Of course, there are IO patterns that some file systems can recognize and adapt to. For example, the code starts at the end of a file, lseeks backward a few megabytes, reads a few kilobytes, lseeks backwards, reads a few kilobytes, and so on. Some distributed or parallel file systems can recognize this IO pattern and perform some optimizations, such as caching the next few megabytes, to improve performance.
The key message of this article is that you need to examine the IO performance of your codes and you can do it without too much difficulty using strace. You may want to examine the IO pattern for several reasons.
- To learn if IO is a performance bottleneck
- To understand your IO pattern
- To more critically examine distributed or parallel file system offerings To just be a better cluster person
I didn't start this article with a rant about how little people know about the IO pattern of the code. But it's true. I've seen people who have no idea how much improving the IO performance will improve the performance of their code. There are also people who claim they know the IO pattern of their code and swear that they have to have a massive high-speed IO system for vastly improved IO performance. They sometimes even quote you huge IO throughputs that they just have to have. But, in actuality they have no idea what improved IO performance will do for their code performance. On the other hand, there are people who have a true understanding of the IO pattern of their code. I like those people.
I hope this article starts your on your way to better understanding the IO pattern of your code so that you don't become one of the knuckleheads I just described.
Processing the strace output files is not easy. In fact, a Perl or Python script that can take the output and produce something that looks readable or even a histogram of the IO performance would be very useful. I've looked on Google and I haven't found any yet, but I think there are a couple out there somewhere. If you find them or if you write one yourself, please contact me through Cluster Monkey or post it to the beowulf mailing list to help everyone else.

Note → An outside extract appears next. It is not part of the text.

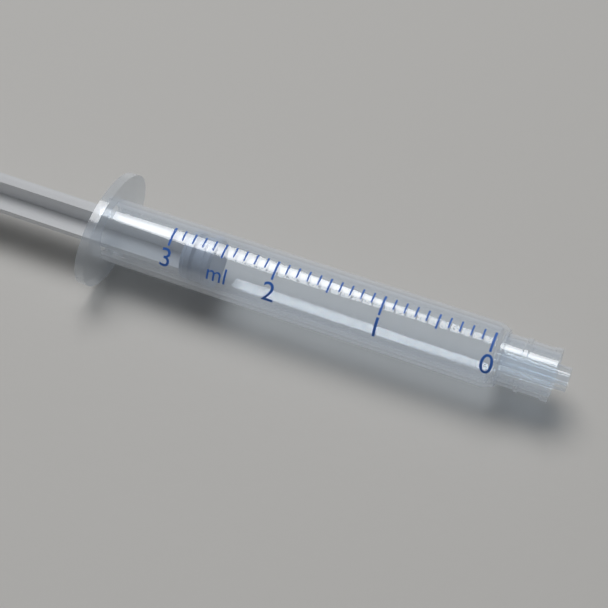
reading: 2.6 ml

Jeff Layton is having way too much fun writing this article, proving that it's hard to keep a good geek down. When he's not creating havoc in his household, he can be found hanging out at the Fry's coffee shop (never during working hours) and admiring the shiny new CPUs that come in, and cringing when someone buys Microsoft Vista. The fund I started to buy some storage for myself is still open and taking donations.